Put like that, it sounds like common sense.
But here is why nationalisation could turn out to be the boldest decision that the prime minister will ever make.
If he wants all the rewards for all of us, he has to take all the risks.
In nationalising, he has increased the liabilities of taxpayers from £55bn – in direct loans through the Bank of England and guarantees to other Rock lenders – to £110bn, or the entirety of the Rock’s balance sheet.
He has doubled the financial risk for all of us to just over £3,500 per tax payer.
Now the point about the Virgin and management plans is that they would have significantly reduced the risks for taxpayers.
They each offered a cushion of new equity, so that – if the worst came to the worst – they would have suffered in any first round of losses, if the Rock’s business were to run into difficulties.
In Virgin’s case, it would have put in £1bn of new cash equity and the management team was promising £700m.
Given that this cash would have been exposed to potential losses – and would have provided protection to taxpayers against those losses falling back on all of us – they understandably wanted first dibs on any profits that would be made.
So let’s not fall into the trap of assuming that somehow the potential rescuers were rejected because they were being appallingly greedy.
They needed to make a return to justify the substantial investments they were proposing.
If anything, their rejection shows that Gordon Brown is perhaps less comfortable with a market solution than many might have expected.
There is another way of looking at all of this, which is simply that financial markets are so dysfunctional right now that it was impossible to construct a deal at a de facto price that made good commercial sense for taxpayers.
But that was a judgement that the Treasury could have made weeks ago – and it is therefore vulnerable to the charge that by pursuing negotiations with Virgin et al till yesterday it was guilty of a Micawberish refusal to see the harsh economic reality.
Where do we go from here?
Well it looks as though the management team of a nationalised bank, led by Ron Sandler, will more-or-less adopt the reconstruction plan put together by the Rock’s own management team.
That means he will shrink the size of the bank by more than half.
There are likely to be significant job losses.
And Sandler will probably jack up mortgage rates, to encourage Rock borrowers to take their custom elsewhere.
There would be political dangers for the government in being seen to be responsible for the financial pain of homeowners and job losses in the North East.
But it is difficult to see how it can escape them.
Then there is the £110bn question.
Can taxpayers avoid a loss on all those liabilities?
Well that depends on whether the current gentle downturn in the economy turns into something worse.
If unemployment were to rise significantly, if large numbers of homeowners started to have difficulty repaying mortgages, then the bank which lent most aggressively during the last phase of the bull market in housing would probably be most at risk to losses in the downturn.
That bank, lest we forget, is Northern Rock.

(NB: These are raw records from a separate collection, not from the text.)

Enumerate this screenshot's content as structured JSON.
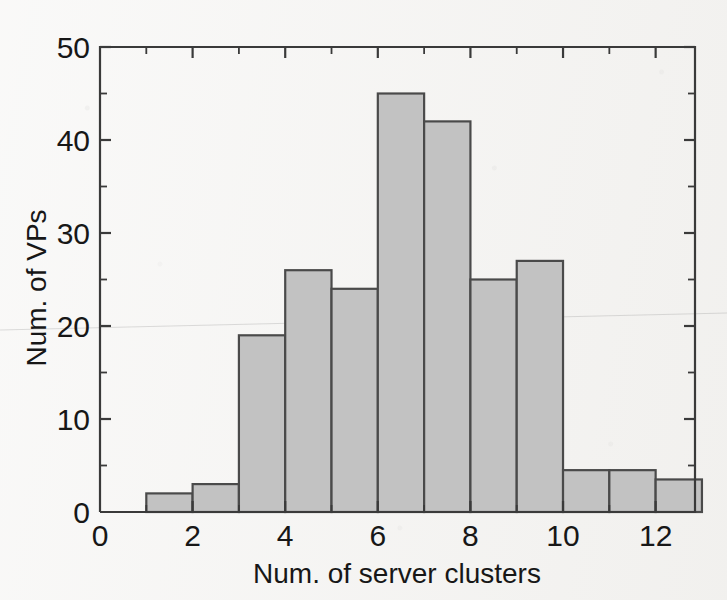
{
  "figure": {
    "background_color": "#f3f2f0",
    "bar_fill_color": "#c2c2c2",
    "bar_edge_color": "#4a4a4a",
    "axis_color": "#3a3a3a",
    "text_color": "#171717"
  },
  "chart_data": {
    "type": "bar",
    "title": "",
    "xlabel": "Num. of server clusters",
    "ylabel": "Num. of VPs",
    "xlim": [
      0,
      12.85
    ],
    "ylim": [
      0,
      50
    ],
    "xticks": [
      0,
      2,
      4,
      6,
      8,
      10,
      12
    ],
    "xtick_labels": [
      "0",
      "2",
      "4",
      "6",
      "8",
      "10",
      "12"
    ],
    "yticks": [
      0,
      10,
      20,
      30,
      40,
      50
    ],
    "ytick_labels": [
      "0",
      "10",
      "20",
      "30",
      "40",
      "50"
    ],
    "x_minor_ticks": [
      1,
      3,
      5,
      7,
      9,
      11
    ],
    "y_minor_ticks": [
      5,
      15,
      25,
      35,
      45
    ],
    "grid": false,
    "legend": null,
    "bin_width": 1,
    "bin_edges": [
      1,
      2,
      3,
      4,
      5,
      6,
      7,
      8,
      9,
      10,
      11,
      12,
      13
    ],
    "categories": [
      "1-2",
      "2-3",
      "3-4",
      "4-5",
      "5-6",
      "6-7",
      "7-8",
      "8-9",
      "9-10",
      "10-11",
      "11-12",
      "12-13"
    ],
    "bin_starts": [
      1,
      2,
      3,
      4,
      5,
      6,
      7,
      8,
      9,
      10,
      11,
      12
    ],
    "values": [
      2,
      3,
      19,
      26,
      24,
      45,
      42,
      25,
      27,
      4.5,
      4.5,
      3.5
    ]
  }
}
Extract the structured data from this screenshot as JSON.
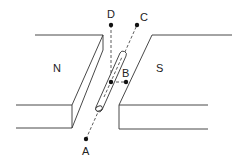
{
  "diagram": {
    "type": "physics-magnet-rod",
    "magnets": {
      "north": {
        "label": "N"
      },
      "south": {
        "label": "S"
      }
    },
    "points": {
      "A": {
        "label": "A"
      },
      "B": {
        "label": "B"
      },
      "C": {
        "label": "C"
      },
      "D": {
        "label": "D"
      }
    },
    "colors": {
      "stroke": "#333333",
      "background": "#ffffff"
    }
  }
}
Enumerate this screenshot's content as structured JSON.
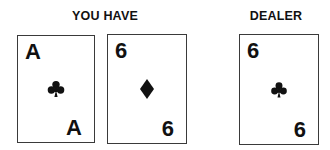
{
  "player": {
    "label": "YOU HAVE",
    "cards": [
      {
        "rank": "A",
        "suit": "clubs",
        "suit_icon": "club-icon"
      },
      {
        "rank": "6",
        "suit": "diamonds",
        "suit_icon": "diamond-icon"
      }
    ]
  },
  "dealer": {
    "label": "DEALER",
    "cards": [
      {
        "rank": "6",
        "suit": "clubs",
        "suit_icon": "club-icon"
      }
    ]
  },
  "colors": {
    "card_border": "#3a3a3a",
    "ink": "#111111",
    "background": "#ffffff"
  }
}
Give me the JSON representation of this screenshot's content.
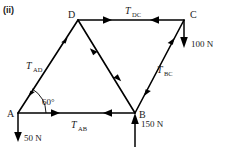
{
  "figure": {
    "label": "(ii)",
    "type": "truss-force-diagram"
  },
  "nodes": [
    {
      "id": "A",
      "label": "A",
      "x": 18,
      "y": 113
    },
    {
      "id": "B",
      "label": "B",
      "x": 135,
      "y": 113
    },
    {
      "id": "C",
      "label": "C",
      "x": 184,
      "y": 20
    },
    {
      "id": "D",
      "label": "D",
      "x": 78,
      "y": 20
    }
  ],
  "members": [
    {
      "id": "AD",
      "label": "T",
      "subscript": "AD",
      "from": "A",
      "to": "D",
      "arrows": "outward"
    },
    {
      "id": "DC",
      "label": "T",
      "subscript": "DC",
      "from": "D",
      "to": "C",
      "arrows": "inward"
    },
    {
      "id": "DB",
      "label": "",
      "subscript": "",
      "from": "D",
      "to": "B",
      "arrows": "inward"
    },
    {
      "id": "BC",
      "label": "T",
      "subscript": "BC",
      "from": "B",
      "to": "C",
      "arrows": "outward"
    },
    {
      "id": "AB",
      "label": "T",
      "subscript": "AB",
      "from": "A",
      "to": "B",
      "arrows": "inward"
    }
  ],
  "loads": [
    {
      "id": "load-A",
      "value": "50 N",
      "at": "A",
      "direction": "down"
    },
    {
      "id": "load-B",
      "value": "150 N",
      "at": "B",
      "direction": "up"
    },
    {
      "id": "load-C",
      "value": "100 N",
      "at": "C",
      "direction": "down"
    }
  ],
  "angle": {
    "value": "60",
    "unit": "°",
    "text": "60°",
    "at": "A",
    "between": "AB and AD"
  },
  "colors": {
    "ink": "#000000",
    "background": "#ffffff"
  }
}
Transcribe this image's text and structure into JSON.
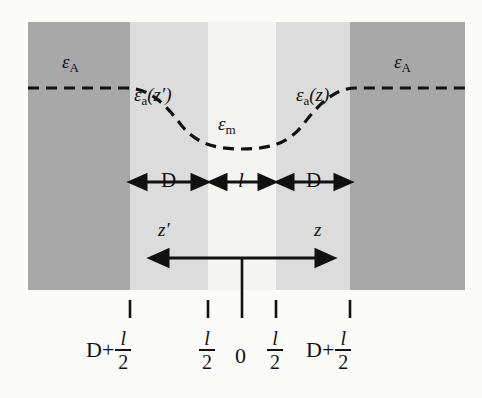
{
  "figure": {
    "type": "dielectric-slab-geometry-diagram",
    "background_color": "#fbfbfa",
    "colors": {
      "dark_band": "#a8a8a8",
      "light_band": "#dcdcdc",
      "white_band": "#f4f4f3",
      "line": "#111111"
    },
    "layout": {
      "band_top": 22,
      "band_bottom": 290,
      "band_edges": [
        28,
        130,
        208,
        276,
        350,
        465
      ],
      "band_fills": [
        "dark",
        "light",
        "white",
        "light",
        "dark"
      ],
      "baseline_y": 88,
      "curve_min_y": 148,
      "center_x": 242
    }
  },
  "curve": {
    "name": "dielectric-response-profile",
    "style": "dashed",
    "labels": {
      "left_plateau": {
        "symbol": "ε",
        "subscript": "A",
        "x": 70,
        "y": 60
      },
      "right_plateau": {
        "symbol": "ε",
        "subscript": "A",
        "x": 400,
        "y": 60
      },
      "left_slope": {
        "symbol": "ε",
        "subscript": "a",
        "argument": "(z′)",
        "x": 138,
        "y": 92
      },
      "right_slope": {
        "symbol": "ε",
        "subscript": "a",
        "argument": "(z)",
        "x": 300,
        "y": 92
      },
      "minimum": {
        "symbol": "ε",
        "subscript": "m",
        "x": 222,
        "y": 118
      }
    }
  },
  "dimensions": {
    "row_y": 182,
    "items": [
      {
        "label": "D",
        "italic": false,
        "x1": 130,
        "x2": 208
      },
      {
        "label": "l",
        "italic": true,
        "x1": 208,
        "x2": 276
      },
      {
        "label": "D",
        "italic": false,
        "x1": 276,
        "x2": 350
      }
    ]
  },
  "axis": {
    "name": "z-coordinate-axis",
    "arrow_y": 258,
    "x_left": 152,
    "x_right": 332,
    "origin_x": 242,
    "origin_tick_bottom": 300,
    "left_label": "z′",
    "right_label": "z",
    "left_label_x": 160,
    "right_label_x": 312,
    "label_y": 228
  },
  "ticks": {
    "y_top": 300,
    "y_bottom": 318,
    "positions": [
      130,
      208,
      242,
      276,
      350
    ]
  },
  "tick_labels": [
    {
      "id": "tick-label-left-outer",
      "prefix": "D+",
      "numerator": "l",
      "denominator": "2",
      "center_x": 130
    },
    {
      "id": "tick-label-left-inner",
      "prefix": "",
      "numerator": "l",
      "denominator": "2",
      "center_x": 208
    },
    {
      "id": "tick-label-origin",
      "prefix": "0",
      "numerator": "",
      "denominator": "",
      "center_x": 242
    },
    {
      "id": "tick-label-right-inner",
      "prefix": "",
      "numerator": "l",
      "denominator": "2",
      "center_x": 276
    },
    {
      "id": "tick-label-right-outer",
      "prefix": "D+",
      "numerator": "l",
      "denominator": "2",
      "center_x": 350
    }
  ]
}
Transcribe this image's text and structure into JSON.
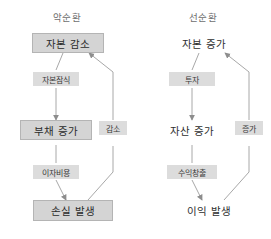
{
  "diagram": {
    "type": "flow-diagram",
    "background_color": "#ffffff",
    "node_box_color": "#d4d4d4",
    "edge_label_color": "#dcdcdc",
    "line_color": "#9a9a9a",
    "columns": [
      {
        "id": "vicious",
        "header": "악순환",
        "nodes": [
          {
            "id": "v1",
            "label": "자본 감소",
            "style": "boxed"
          },
          {
            "id": "v2",
            "label": "부채 증가",
            "style": "boxed"
          },
          {
            "id": "v3",
            "label": "손실 발생",
            "style": "boxed"
          }
        ],
        "edge_labels": [
          {
            "id": "ve1",
            "label": "자본잠식"
          },
          {
            "id": "ve2",
            "label": "이자비용"
          },
          {
            "id": "ve3",
            "label": "감소"
          }
        ]
      },
      {
        "id": "virtuous",
        "header": "선순환",
        "nodes": [
          {
            "id": "g1",
            "label": "자본 증가",
            "style": "plain"
          },
          {
            "id": "g2",
            "label": "자산 증가",
            "style": "plain"
          },
          {
            "id": "g3",
            "label": "이익 발생",
            "style": "plain"
          }
        ],
        "edge_labels": [
          {
            "id": "ge1",
            "label": "투자"
          },
          {
            "id": "ge2",
            "label": "수익창출"
          },
          {
            "id": "ge3",
            "label": "증가"
          }
        ]
      }
    ]
  }
}
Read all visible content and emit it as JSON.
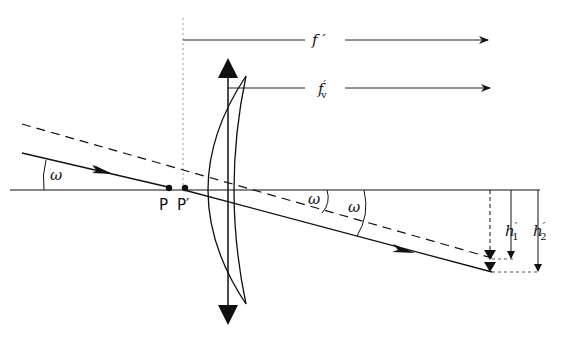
{
  "diagram": {
    "labels": {
      "focal_length": "f ′",
      "vertex_focal_length_base": "f",
      "vertex_focal_length_sub": "v",
      "vertex_focal_length_prime": "′",
      "field_angle_left": "ω",
      "field_angle_mid1": "ω",
      "field_angle_mid2": "ω",
      "principal_point": "P",
      "principal_point_prime": "P′",
      "height1_base": "h",
      "height1_prime": "′",
      "height1_sub": "1",
      "height2_base": "h",
      "height2_prime": "′",
      "height2_sub": "2"
    },
    "colors": {
      "ink": "#111111",
      "dotted": "#888888"
    }
  }
}
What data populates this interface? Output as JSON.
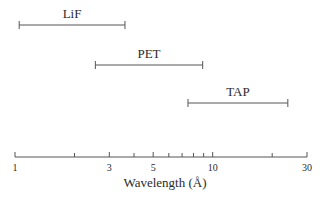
{
  "chart_data": {
    "type": "range-bar",
    "title": "",
    "xlabel": "Wavelength (Å)",
    "ylabel": "",
    "xscale": "log",
    "xlim": [
      1,
      30
    ],
    "x_ticks_major": [
      1,
      3,
      5,
      10,
      30
    ],
    "x_tick_labels": [
      "1",
      "3",
      "5",
      "10",
      "30"
    ],
    "x_ticks_minor": [
      2,
      4,
      6,
      7,
      8,
      9,
      20
    ],
    "grid": false,
    "legend": null,
    "series": [
      {
        "name": "LiF",
        "min": 1.05,
        "max": 3.6
      },
      {
        "name": "PET",
        "min": 2.55,
        "max": 8.9
      },
      {
        "name": "TAP",
        "min": 7.5,
        "max": 24
      }
    ]
  },
  "colors": {
    "line": "#555555",
    "text": "#2a2a2a"
  }
}
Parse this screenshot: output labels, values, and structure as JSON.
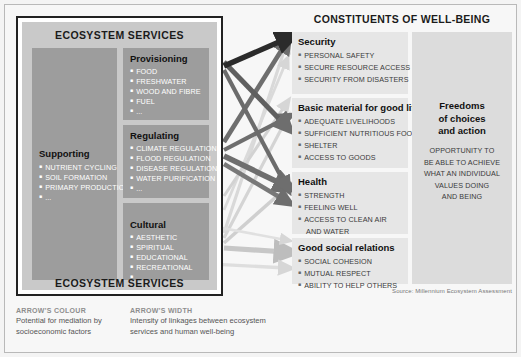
{
  "figure": {
    "left_panel_title": "ECOSYSTEM SERVICES",
    "left_panel_title_bottom": "ECOSYSTEM SERVICES",
    "right_panel_title": "CONSTITUENTS OF WELL-BEING",
    "source": "Source: Millennium Ecosystem Assessment"
  },
  "ecosystem_services": {
    "supporting": {
      "heading": "Supporting",
      "items": [
        "NUTRIENT CYCLING",
        "SOIL FORMATION",
        "PRIMARY PRODUCTION",
        "..."
      ]
    },
    "provisioning": {
      "heading": "Provisioning",
      "items": [
        "FOOD",
        "FRESHWATER",
        "WOOD AND FIBRE",
        "FUEL",
        "..."
      ]
    },
    "regulating": {
      "heading": "Regulating",
      "items": [
        "CLIMATE REGULATION",
        "FLOOD REGULATION",
        "DISEASE REGULATION",
        "WATER PURIFICATION",
        "..."
      ]
    },
    "cultural": {
      "heading": "Cultural",
      "items": [
        "AESTHETIC",
        "SPIRITUAL",
        "EDUCATIONAL",
        "RECREATIONAL",
        "..."
      ]
    }
  },
  "wellbeing": {
    "security": {
      "heading": "Security",
      "items": [
        "PERSONAL SAFETY",
        "SECURE RESOURCE ACCESS",
        "SECURITY FROM DISASTERS"
      ]
    },
    "basic_material": {
      "heading": "Basic material for good life",
      "items": [
        "ADEQUATE LIVELIHOODS",
        "SUFFICIENT NUTRITIOUS FOOD",
        "SHELTER",
        "ACCESS TO GOODS"
      ]
    },
    "health": {
      "heading": "Health",
      "items": [
        "STRENGTH",
        "FEELING WELL",
        "ACCESS TO CLEAN AIR",
        "AND WATER"
      ]
    },
    "social_relations": {
      "heading": "Good social relations",
      "items": [
        "SOCIAL COHESION",
        "MUTUAL RESPECT",
        "ABILITY TO HELP OTHERS"
      ]
    },
    "freedoms": {
      "heading": "Freedoms\nof choices\nand action",
      "body": "OPPORTUNITY TO\nBE ABLE TO ACHIEVE\nWHAT AN INDIVIDUAL\nVALUES DOING\nAND BEING"
    }
  },
  "legend": {
    "colour": {
      "heading": "ARROW'S COLOUR",
      "body": "Potential for mediation by\nsocioeconomic factors"
    },
    "width": {
      "heading": "ARROW'S WIDTH",
      "body": "Intensity of linkages between ecosystem\nservices and human well-being"
    }
  },
  "colors": {
    "panel_bg": "#f7f7f7",
    "services_block": "#c9c9c9",
    "service_box": "#9d9d9d",
    "wellbeing_box": "#e6e6e6",
    "freedoms_box": "#dcdcdc",
    "arrow_dark": "#2b2b2b",
    "arrow_medium": "#6e6e6e",
    "arrow_light": "#bdbdbd",
    "arrow_very_light": "#dcdcdc"
  },
  "chart_data": {
    "type": "diagram",
    "note": "Arrow colour = potential for mediation by socioeconomic factors; arrow width = intensity of linkages",
    "links": [
      {
        "from": "Provisioning",
        "to": "Security",
        "width": "strong",
        "mediation": "low"
      },
      {
        "from": "Provisioning",
        "to": "Basic material for good life",
        "width": "strong",
        "mediation": "medium"
      },
      {
        "from": "Provisioning",
        "to": "Health",
        "width": "medium",
        "mediation": "medium"
      },
      {
        "from": "Regulating",
        "to": "Security",
        "width": "medium",
        "mediation": "medium"
      },
      {
        "from": "Regulating",
        "to": "Basic material for good life",
        "width": "medium",
        "mediation": "medium"
      },
      {
        "from": "Regulating",
        "to": "Health",
        "width": "strong",
        "mediation": "medium"
      },
      {
        "from": "Regulating",
        "to": "Good social relations",
        "width": "weak",
        "mediation": "high"
      },
      {
        "from": "Cultural",
        "to": "Security",
        "width": "weak",
        "mediation": "high"
      },
      {
        "from": "Cultural",
        "to": "Basic material for good life",
        "width": "weak",
        "mediation": "high"
      },
      {
        "from": "Cultural",
        "to": "Health",
        "width": "weak",
        "mediation": "high"
      },
      {
        "from": "Cultural",
        "to": "Good social relations",
        "width": "medium",
        "mediation": "high"
      },
      {
        "from": "Supporting",
        "to": "Good social relations",
        "width": "weak",
        "mediation": "high"
      }
    ]
  }
}
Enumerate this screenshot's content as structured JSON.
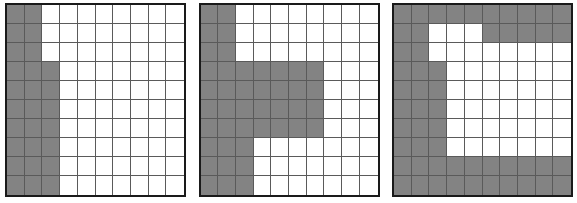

And if it all goes horribly wrong, it is now taxpayers who will pick up the whole bill.
UPDATE 08:48 The Rock is now, arguably, the safest bank in the UK. Will savers now flock to put money back in, to take advantage of its wholly risk-free, fairly high savings rates?
At a time of almost unprecedented unease about the health of the banking system, the Rock has a massive competitive advantage as part of the public sector.
Its rivals will be very unhappy about the competitive threat. They are desperate for funds – and won’t want to see deposits gravitating to what is now an offshoot of HM Treasury.